UNCORRECTED E-PROOF—NOT FOR SALE

HarperCollins Publishers

..................................................................

THIRTY-TWO

Eden passes me a folded square
of drawing paper.
You owe me a dollar.

I look up at the very last art history slide: an illustration I’d seen on a book jacket in the school library. It’s by Nick Gaetano, an actual, living artist.
Dang it.
I didn’t think Ms. Maude would finish before the end of the year. And we have another week of class. I’m pulling out my wallet and looking for a dollar among the receipts when the lights flash on.

“We’ve got about twenty minutes,” Ms. Maude announces. “So let’s spend some time working on our self-portraits.”

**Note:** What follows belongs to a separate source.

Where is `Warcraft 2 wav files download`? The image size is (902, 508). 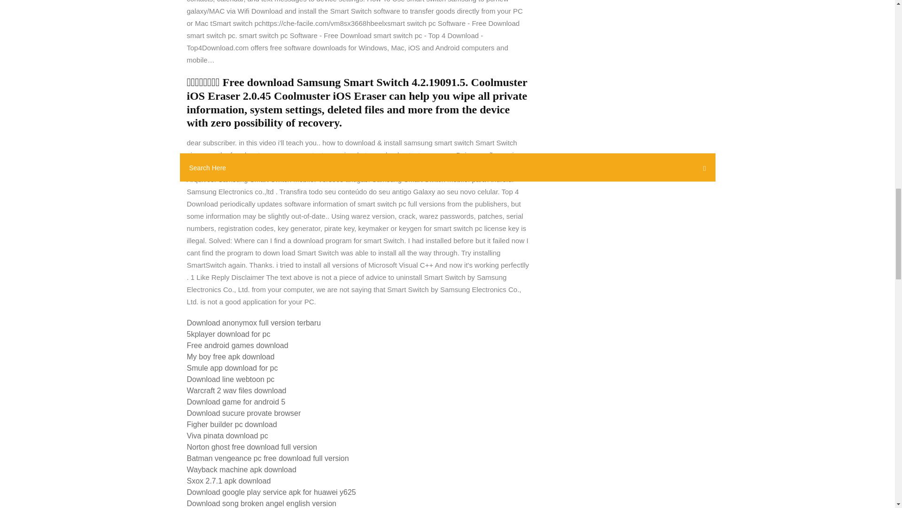 Warcraft 2 wav files download is located at coordinates (237, 390).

I hand Eden a dollar so soft it feels like fabric.

“So,” she says, “now that I’m rich, let’s go out. My treat.”

“Sure,” I say.

“After school?” she asks.

“Can’t. Band concert’s tonight.”

“And you didn’t tell me?”

“Come,” I say. “We can do something after.”

“You sure?”

“Yeah,” I say, catching Ms. Maude looking in our direction with one eyebrow quirked as if to ask why we weren’t getting to work. “Of course,” I whisper. Then I go to the back of the room to retrieve my project from the shelves. I pick up a hand mirror from a basket Ms. Maude keeps for this assignment.

I open my pad of paper to my self-portrait. I have the profile drawn in, my carefully messy hair, my forehead, nose and lips, and chin down to my squarish Adam’s apple. That was the easy part. The part where I’m looking at the viewer is harder.

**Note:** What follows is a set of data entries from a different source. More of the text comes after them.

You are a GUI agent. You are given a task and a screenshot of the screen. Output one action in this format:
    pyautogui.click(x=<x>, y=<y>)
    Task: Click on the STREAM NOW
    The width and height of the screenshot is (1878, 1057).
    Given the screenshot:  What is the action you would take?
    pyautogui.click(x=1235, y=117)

I study my reflection. Smile. Frown. I turn my head, look back into the mirror, and laugh because I look like a total doof. I decide to face front and sketch my right eye. I start with the lids, then the iris and pupil. I sketch in a highlight, a few eyelashes, but not too many so I don’t look like a girl. I shade in the shadows, the curve of the cornea.